Gemini 3.1 Pro (Thinking)

Overview

Given \(N\) lights, this problem asks you to perform \(M\) operations, each toggling the switches of lights within a specified interval, and then determine the number of lights that are on at the end.

Analysis

The state of each light is determined by “how many times its switch has been toggled in total.” Since all lights are initially off, a light is on if toggled an odd number of times and off if toggled an even number of times.

A naive approach would be to loop through each light from \(L_j\) to \(R_j\) and flip it for each operation. However, this method takes up to \(O(N)\) time per operation, resulting in an overall time complexity of \(O(NM)\). Given the constraints (\(N \leq 10^6, M \leq 2 \times 10^5\)), the worst case would require approximately \(2 \times 10^{11}\) operations, which would result in a Time Limit Exceeded (TLE) verdict.

To solve this efficiently, we use a technique called the imos method (difference array), which performs range additions quickly. With the imos method, each range update can be done in \(O(1)\), and the total toggle counts for all lights can be computed in \(O(N)\) at the end.

Algorithm

Using the imos method, we compute the number of times each light’s switch has been toggled with the following steps:

  1. Prepare the difference array Create an array diff of length \(N+2\), initialized entirely to \(0\). (We use 1-indexed access and need to access index \(R_j + 1\), so a size of \(N+2\) is used.)

  2. Update only the endpoints of each interval For the \(j\)-th operation toggling the interval \([L_j, R_j]\), perform the following additions and subtractions:

    • Add \(1\) to diff[L_j] (meaning the toggle count increases by \(+1\) starting here)
    • Subtract \(1\) from diff[R_j + 1] (meaning the increase in toggle count ends here)

Example: For \(N=5\) and an operation on interval \([2, 4]\), add \(+1\) to diff[2] and \(-1\) to diff[5].

  1. Compute the prefix sum After all operations are complete, compute the prefix sum of diff from left to right. The prefix sum value at light \(i\) represents the total number of times that light’s switch has been toggled.
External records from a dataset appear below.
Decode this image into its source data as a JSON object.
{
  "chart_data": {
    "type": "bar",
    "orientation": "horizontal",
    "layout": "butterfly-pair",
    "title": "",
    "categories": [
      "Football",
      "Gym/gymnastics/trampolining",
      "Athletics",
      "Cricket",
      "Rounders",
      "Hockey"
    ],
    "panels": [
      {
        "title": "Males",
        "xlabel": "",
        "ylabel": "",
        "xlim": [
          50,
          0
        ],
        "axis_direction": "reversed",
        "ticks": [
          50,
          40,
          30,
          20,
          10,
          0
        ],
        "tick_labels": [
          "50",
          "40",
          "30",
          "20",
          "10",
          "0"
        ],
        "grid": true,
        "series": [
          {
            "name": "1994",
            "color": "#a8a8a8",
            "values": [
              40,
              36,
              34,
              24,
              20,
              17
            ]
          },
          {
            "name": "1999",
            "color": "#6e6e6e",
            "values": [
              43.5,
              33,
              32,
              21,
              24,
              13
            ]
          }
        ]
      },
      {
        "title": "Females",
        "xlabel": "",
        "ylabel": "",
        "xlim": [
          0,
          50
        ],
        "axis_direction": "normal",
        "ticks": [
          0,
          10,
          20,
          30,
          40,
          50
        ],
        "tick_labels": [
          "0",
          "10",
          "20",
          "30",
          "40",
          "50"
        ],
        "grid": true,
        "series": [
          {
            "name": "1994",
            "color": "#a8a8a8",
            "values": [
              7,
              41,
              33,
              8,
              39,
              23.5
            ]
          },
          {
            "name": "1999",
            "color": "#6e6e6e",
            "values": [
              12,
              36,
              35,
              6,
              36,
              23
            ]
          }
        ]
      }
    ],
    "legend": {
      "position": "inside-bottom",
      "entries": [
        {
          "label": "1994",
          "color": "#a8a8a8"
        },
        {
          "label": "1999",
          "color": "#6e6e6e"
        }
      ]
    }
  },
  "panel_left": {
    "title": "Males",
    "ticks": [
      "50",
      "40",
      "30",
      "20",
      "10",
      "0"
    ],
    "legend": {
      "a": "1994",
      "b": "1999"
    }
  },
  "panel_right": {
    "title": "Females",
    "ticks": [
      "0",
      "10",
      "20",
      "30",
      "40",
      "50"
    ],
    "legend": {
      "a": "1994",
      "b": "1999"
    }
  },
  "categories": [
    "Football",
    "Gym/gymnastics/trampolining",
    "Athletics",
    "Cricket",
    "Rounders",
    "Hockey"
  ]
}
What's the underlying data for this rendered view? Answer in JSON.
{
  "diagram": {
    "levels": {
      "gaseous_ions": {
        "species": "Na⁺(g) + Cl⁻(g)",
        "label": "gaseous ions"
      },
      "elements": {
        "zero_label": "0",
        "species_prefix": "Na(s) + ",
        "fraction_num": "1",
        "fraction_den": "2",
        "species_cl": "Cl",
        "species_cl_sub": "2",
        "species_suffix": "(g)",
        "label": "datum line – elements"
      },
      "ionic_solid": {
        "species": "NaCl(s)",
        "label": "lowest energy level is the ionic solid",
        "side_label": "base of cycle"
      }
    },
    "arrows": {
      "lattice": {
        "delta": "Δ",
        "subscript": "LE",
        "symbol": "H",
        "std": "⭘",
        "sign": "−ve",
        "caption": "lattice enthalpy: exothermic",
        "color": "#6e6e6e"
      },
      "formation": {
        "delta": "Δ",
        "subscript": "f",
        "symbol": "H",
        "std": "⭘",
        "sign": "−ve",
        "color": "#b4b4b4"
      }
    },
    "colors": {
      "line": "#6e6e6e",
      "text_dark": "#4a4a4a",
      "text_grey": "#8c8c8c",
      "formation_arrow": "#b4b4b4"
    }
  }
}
Continuing the example: After computing the prefix sum, the values at indices 1, 2, 3, 4, 5 are 0, 1, 1, 1, 0 respectively, correctly showing that \(1\) has been added to the interval \([2, 4]\).

  1. Count the lights that are on Count the number of lights whose computed prefix sum is odd (curr % 2 != 0), and output that count as the answer.

Complexity

  • Time complexity: \(O(N + M)\)
    • \(O(M)\) for the additions and subtractions to the difference array (\(M\) operations)
    • \(O(N)\) for computing the prefix sum and counting the answer
    • Overall, this runs very efficiently and comfortably fits within the time limit.
  • Space complexity: \(O(N)\)
    • Memory is used to store the diff array of length \(N+2\).

Implementation Notes

  • Fast input: In Python, calling input() many times can cause delays. Therefore, we use sys.stdin.read().split() to read all input at once and convert it to a list for processing, which significantly speeds things up.

  • Preventing out-of-bounds access: When \(R_j = N\), diff[R_j + 1] accesses diff[N + 1]. To prevent an out-of-bounds error (IndexError), it is safe to allocate the array with size \(N+2\) rather than \(N+1\).

    Source Code

import sys

def main():
    input_data = sys.stdin.read().split()
    if not input_data:
        return
    
    N = int(input_data[0])
    M = int(input_data[1])
    
    diff = [0] * (N + 2)
    
    idx = 2
    for _ in range(M):
        l = int(input_data[idx])
        r = int(input_data[idx+1])
        diff[l] += 1
        diff[r + 1] -= 1
        idx += 2
        
    ans = 0
    curr = 0
    for i in range(1, N + 1):
        curr += diff[i]
        if curr % 2 != 0:
            ans += 1
            
    print(ans)

if __name__ == '__main__':
    main()

This editorial was generated by gemini-3.1-pro-thinking.